Inside, Macus didn't grab a spear. He grabbed his alchemy kit.
Survival. Not glory.
He reappeared holding three small, sealed vials of dark, oily fluid and a heavy clay pot that hissed with pungent steam.
“Captain!” Macus yelled, tossing him the vials. “If you aim for their feet when they hit that mud patch, the fight's over!”
The first wave of heretics hit the churned-up mud. Macus gave a sharp signal. Torg didn't hesitate, roaring the command: “Now!”
The vials shattered. The oily liquid instantly reacted with the wet earth, transforming the mud into a thick, rock-hard, adhesive cement. The charge dissolved into a panicked, struggling pile. Men were trapped up to their knees in stone that had been mud seconds ago.
The second wave of heretics skidded to a halt. It was the pause Macus needed.
“Captain, the gas! Get the shields up!” Macus shouted, snapping his leather filtration mask over his face.
“Shields up!” Torg bellowed, his voice carrying over the din.
Macus hurled the heavy clay pot. It shattered, erupting in a cloud of thick, white, acrid smoke—a potent, fast-acting paralytic. Coughing filled the air, and the heretics collapsed, neutralized but not dead.
The “battle” was over. Torg stared, his sword clean.
“Gods be,” Torg whispered. “You didn't... you didn't kill a single one, sir.”
Macus was already on the ground, adjusting his mask, applying a clotting agent to a wounded guard.
I had the Red Vials of jellied fire, Macus thought, checking the guard's pulse.

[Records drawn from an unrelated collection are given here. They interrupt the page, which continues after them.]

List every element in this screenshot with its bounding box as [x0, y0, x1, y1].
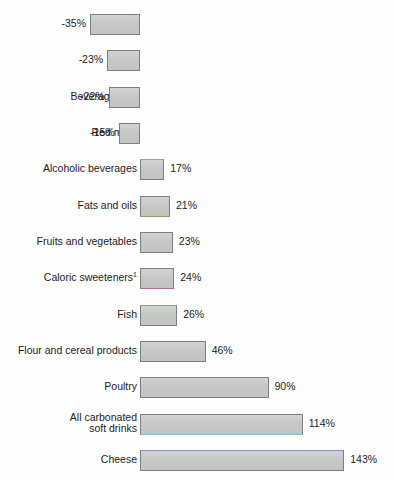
bar-row: All carbonatedsoft drinks114%	[0, 414, 394, 438]
bar	[140, 305, 177, 326]
bar	[107, 50, 140, 71]
category-label: Red meat	[0, 127, 137, 139]
value-label: -22%	[79, 91, 105, 103]
category-label-text: Alcoholic beverages	[43, 162, 137, 174]
bar	[140, 196, 170, 217]
category-label: Flour and cereal products	[0, 345, 137, 357]
bar	[140, 377, 269, 398]
value-label: 24%	[180, 272, 201, 284]
category-label: Caloric sweeteners1	[0, 272, 137, 284]
bar	[140, 159, 164, 180]
value-label: 114%	[309, 418, 335, 430]
category-label-text: Flour and cereal products	[18, 344, 137, 356]
bar	[140, 450, 344, 471]
bar-row: Fish26%	[0, 305, 394, 329]
bar	[140, 268, 174, 289]
category-label: Fish	[0, 309, 137, 321]
category-label: Fruits and vegetables	[0, 236, 137, 248]
bar	[119, 123, 140, 144]
bar-row: Red meat-15%	[0, 123, 394, 147]
value-label: 17%	[170, 163, 191, 175]
value-label: 26%	[183, 309, 204, 321]
bar-row: Fats and oils21%	[0, 196, 394, 220]
bar-row: Flour and cereal products46%	[0, 341, 394, 365]
category-label-text: Cheese	[101, 453, 137, 465]
bar-row: Poultry90%	[0, 377, 394, 401]
category-label-text: Caloric sweeteners	[44, 271, 133, 283]
bar-row: Fruits and vegetables23%	[0, 232, 394, 256]
value-label: -15%	[89, 127, 115, 139]
value-label: 46%	[212, 345, 233, 357]
value-label: 143%	[350, 454, 377, 466]
bar-row: Cheese143%	[0, 450, 394, 474]
category-label-line: soft drinks	[0, 423, 137, 435]
footnote-marker: 1	[133, 271, 137, 278]
bar-row: Caloric sweeteners124%	[0, 268, 394, 292]
value-label: 23%	[179, 236, 200, 248]
bar-row: Beverage milk-22%	[0, 87, 394, 111]
category-label-text: Fats and oils	[77, 199, 137, 211]
bar	[140, 414, 303, 435]
category-label: Cheese	[0, 454, 137, 466]
category-label: Poultry	[0, 381, 137, 393]
bar-row: Alcoholic beverages17%	[0, 159, 394, 183]
bar-row: Coffee-35%	[0, 14, 394, 38]
bar	[109, 87, 140, 108]
bar-chart: Coffee-35%Eggs-23%Beverage milk-22%Red m…	[0, 0, 394, 480]
category-label-text: Fruits and vegetables	[37, 235, 137, 247]
category-label-text: Fish	[117, 308, 137, 320]
category-label: Fats and oils	[0, 200, 137, 212]
value-label: 21%	[176, 200, 197, 212]
value-label: -23%	[77, 54, 103, 66]
bar	[90, 14, 140, 35]
value-label: 90%	[275, 381, 296, 393]
category-label: Alcoholic beverages	[0, 163, 137, 175]
category-label: All carbonatedsoft drinks	[0, 412, 137, 435]
bar-row: Eggs-23%	[0, 50, 394, 74]
category-label-text: Poultry	[104, 380, 137, 392]
value-label: -35%	[60, 18, 86, 30]
bar	[140, 341, 206, 362]
bar	[140, 232, 173, 253]
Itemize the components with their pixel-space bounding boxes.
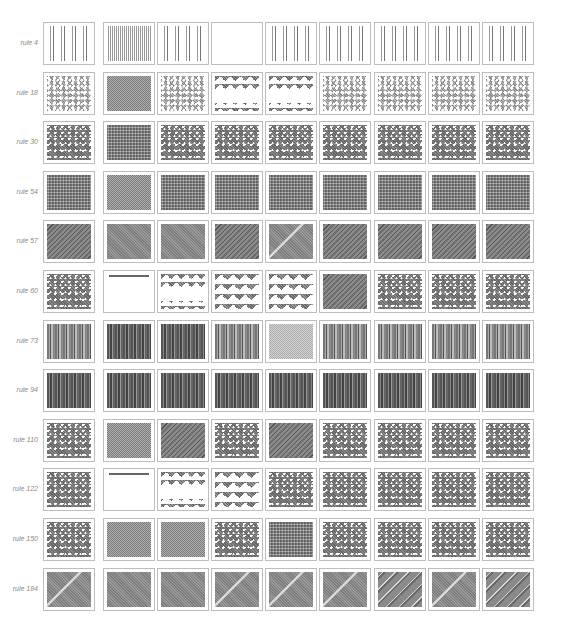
variant-panel <box>265 320 317 363</box>
automaton-pattern <box>161 76 205 111</box>
automaton-pattern <box>486 26 530 61</box>
automaton-pattern <box>432 175 476 210</box>
automaton-pattern <box>378 423 422 458</box>
automaton-pattern <box>47 274 91 309</box>
variant-panel <box>265 72 317 115</box>
variant-panel <box>428 369 480 412</box>
variant-panel <box>265 270 317 313</box>
automaton-pattern <box>432 224 476 259</box>
automaton-pattern <box>486 224 530 259</box>
automaton-pattern <box>215 224 259 259</box>
column-caption: (g) <box>428 594 480 601</box>
automaton-pattern <box>107 324 151 359</box>
automaton-pattern <box>378 572 422 607</box>
variant-panel <box>319 518 371 561</box>
automaton-pattern <box>378 26 422 61</box>
variant-panel <box>211 568 263 611</box>
automaton-pattern <box>432 76 476 111</box>
automaton-pattern <box>47 423 91 458</box>
automaton-pattern <box>269 76 313 111</box>
automaton-pattern <box>378 125 422 160</box>
row-label: rule 54 <box>0 188 38 195</box>
reference-panel <box>43 468 95 511</box>
automaton-pattern <box>47 175 91 210</box>
automaton-pattern <box>432 324 476 359</box>
variant-panel <box>482 419 534 462</box>
automaton-pattern <box>486 572 530 607</box>
automaton-pattern <box>432 472 476 507</box>
column-caption: (d) <box>265 594 317 601</box>
variant-panel <box>211 518 263 561</box>
automaton-pattern <box>107 423 151 458</box>
column-caption: (c) <box>211 594 263 601</box>
automaton-pattern <box>432 522 476 557</box>
variant-panel <box>265 22 317 65</box>
automaton-pattern <box>47 572 91 607</box>
reference-panel <box>43 220 95 263</box>
variant-panel <box>482 72 534 115</box>
automaton-pattern <box>269 324 313 359</box>
automaton-pattern <box>161 423 205 458</box>
automaton-pattern <box>269 175 313 210</box>
variant-panel <box>211 369 263 412</box>
automaton-pattern <box>432 572 476 607</box>
automaton-pattern <box>215 373 259 408</box>
reference-panel <box>43 72 95 115</box>
automaton-pattern <box>378 324 422 359</box>
row-label: rule 110 <box>0 436 38 443</box>
automaton-pattern <box>486 175 530 210</box>
variant-panel <box>157 121 209 164</box>
variant-panel <box>374 72 426 115</box>
reference-panel <box>43 320 95 363</box>
variant-panel <box>319 369 371 412</box>
variant-panel <box>265 369 317 412</box>
automaton-pattern <box>323 472 367 507</box>
automaton-pattern <box>161 324 205 359</box>
automaton-pattern <box>323 373 367 408</box>
automaton-pattern <box>215 125 259 160</box>
automaton-pattern <box>323 125 367 160</box>
automaton-pattern <box>486 423 530 458</box>
variant-panel <box>374 568 426 611</box>
variant-panel <box>319 72 371 115</box>
variant-panel <box>482 320 534 363</box>
variant-panel <box>157 369 209 412</box>
variant-panel <box>211 72 263 115</box>
variant-panel <box>103 121 155 164</box>
automaton-pattern <box>215 175 259 210</box>
row-label: rule 150 <box>0 535 38 542</box>
variant-panel <box>319 468 371 511</box>
automaton-pattern <box>215 423 259 458</box>
variant-panel <box>482 369 534 412</box>
automaton-pattern <box>378 274 422 309</box>
automaton-pattern <box>432 423 476 458</box>
row-label: rule 18 <box>0 89 38 96</box>
variant-panel <box>374 121 426 164</box>
variant-panel <box>482 270 534 313</box>
variant-panel <box>103 518 155 561</box>
automaton-pattern <box>107 76 151 111</box>
variant-panel <box>428 419 480 462</box>
automaton-pattern <box>47 26 91 61</box>
variant-panel <box>374 22 426 65</box>
variant-panel <box>482 518 534 561</box>
automaton-pattern <box>486 324 530 359</box>
column-caption: (b) <box>157 594 209 601</box>
row-label: rule 184 <box>0 585 38 592</box>
automaton-pattern <box>107 224 151 259</box>
automaton-pattern <box>323 324 367 359</box>
variant-panel <box>374 518 426 561</box>
automaton-pattern <box>161 522 205 557</box>
automaton-pattern <box>107 175 151 210</box>
automaton-pattern <box>107 125 151 160</box>
variant-panel <box>157 568 209 611</box>
automaton-pattern <box>107 572 151 607</box>
variant-panel <box>211 419 263 462</box>
row-label: rule 4 <box>0 39 38 46</box>
variant-panel <box>319 320 371 363</box>
automaton-pattern <box>161 472 205 507</box>
variant-panel <box>482 468 534 511</box>
variant-panel <box>103 468 155 511</box>
automaton-pattern <box>47 76 91 111</box>
variant-panel <box>428 220 480 263</box>
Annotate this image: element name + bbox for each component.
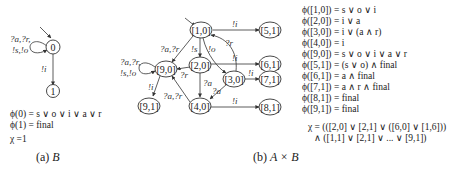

Aether let me keep them. But he taught me that a war won without screaming is a better victory.
“Glory doesn't get the supplies home, Captain,” Macus said, his voice muffled by the mask. “Survival does.”
He sounded just like Aether.
Torg pointed to a small, unlabeled vial of white, viscous liquid tucked into a reinforced, separate loop on Macus's belt. "And that one? Another stimulant?"
"No," Macus answered, his hands momentarily stilling. "It’s called 'Mercy’."